I empathized with the person who had to clean up after his obscenely gross masterpiece. Whenever I happened to be along for the ride, if there were passengers that were witness to his insane behavior, I would avoid eye contact with them and keep my eyes averted until they finally left the bus. You can just imagine what they thought. And you can bet— more often than not— his antics would end up on complaint forms that awaited his next return to the bus base, sometimes on a weekly basis. But with little more than a slap on the hand, they didn’t go much further than that. And for awhile afterwards he would let up a little with his pranks, but it wasn’t long before he was back in full swing with more entertaining— or irritating, depending on how one saw it—antics to entertain the public. He was just that way. If he knew something about him bothered you, either in the way he dressed, spoke, or behaved, he would continue doing whatever it was just to irritate you even further.

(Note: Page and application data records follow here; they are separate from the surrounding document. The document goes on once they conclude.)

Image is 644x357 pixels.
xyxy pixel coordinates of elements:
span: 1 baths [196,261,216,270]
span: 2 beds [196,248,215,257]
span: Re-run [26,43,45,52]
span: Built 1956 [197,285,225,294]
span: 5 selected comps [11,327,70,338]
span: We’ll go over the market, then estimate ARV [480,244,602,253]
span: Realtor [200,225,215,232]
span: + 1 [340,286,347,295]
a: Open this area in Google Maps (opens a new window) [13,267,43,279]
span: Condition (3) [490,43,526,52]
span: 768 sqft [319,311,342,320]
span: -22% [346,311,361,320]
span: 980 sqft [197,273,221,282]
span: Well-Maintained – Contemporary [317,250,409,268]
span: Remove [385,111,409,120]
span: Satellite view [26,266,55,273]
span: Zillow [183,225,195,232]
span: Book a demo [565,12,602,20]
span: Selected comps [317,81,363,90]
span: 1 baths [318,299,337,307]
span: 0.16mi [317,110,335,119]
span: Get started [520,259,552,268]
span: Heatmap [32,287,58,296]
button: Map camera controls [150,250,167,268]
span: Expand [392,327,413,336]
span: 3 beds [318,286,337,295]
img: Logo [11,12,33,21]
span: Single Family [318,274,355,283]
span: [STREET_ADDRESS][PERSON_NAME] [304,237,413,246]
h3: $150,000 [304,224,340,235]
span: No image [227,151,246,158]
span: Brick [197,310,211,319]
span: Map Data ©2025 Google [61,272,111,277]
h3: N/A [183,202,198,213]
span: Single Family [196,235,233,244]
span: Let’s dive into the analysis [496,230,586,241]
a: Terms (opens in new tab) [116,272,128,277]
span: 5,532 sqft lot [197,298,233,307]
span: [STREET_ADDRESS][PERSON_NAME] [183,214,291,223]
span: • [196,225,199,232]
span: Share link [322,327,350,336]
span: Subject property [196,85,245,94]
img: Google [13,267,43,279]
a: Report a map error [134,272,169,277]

McLaughlin had a serious side as well, especially when collecting the bus fare. It was a simple matter when driving into town as the fare was collected upon boarding. If the passenger didn’t have the funds, they didn’t ride. But it was quite another matter altogether when collecting the fair leaving town, as it was collected upon disembarking. Nothing irritated him more than a wisecracking passenger who thought they could get away without paying for passage. McLaughlin would simply close the doors of the bus and calmly continue driving, all the while chewing and loudly smacking on a large piece of bazooka bubble gum, blowing and popping large bubbles, apathetic to the obscenities hurled in his face, until the passenger coughed up their fare, sometimes taking them several miles from their intended destination, whether they paid in full or not. His legend preceded him; so much so that potentially unruly passengers would rather miss McLaughlin’s bus than risk parting with their coveted few cents or ending up in some unfamiliar part of town.

*    *    *    *

Somebody yelled, “Oh my God! Were going off…” Passengers braced themselves for the impact, certain they were going to die. Mark’s airborne bus fell as if in slow motion some forty feet to the ground. The sleepy little neighborhood with twentieth century homes was changed forever by what happened next. The front end of the bus smashed onto the entry level of a two-story apartment complex. Sliding down the side of the tenement, the bus tore through evergreen trees and ripped off porches and stairways on its way down. Mark, not buckled into his seat, was ejected headfirst through the windshield and onto the roof of the building. Like the sound of five garbage trucks hitting the ground at the same time, the 40,000 pound bus landed hard on the front lawn of the dwelling. Mostly in one piece, it wrapped itself around a tree in a V shape before coming to rest practically in the lap of Mark’s beloved Fremont Troll. Big chunks of concrete followed its decent, showering everything and anyone below with a swirl of glass, metal, and blood. People were screaming, seats were breaking, and 75 gallons of diesel fuel was spilling everywhere from a ruptured fuel tank. The exact location was fateful. Five seconds later it would have plunged more than one hundred feet into Lake Union.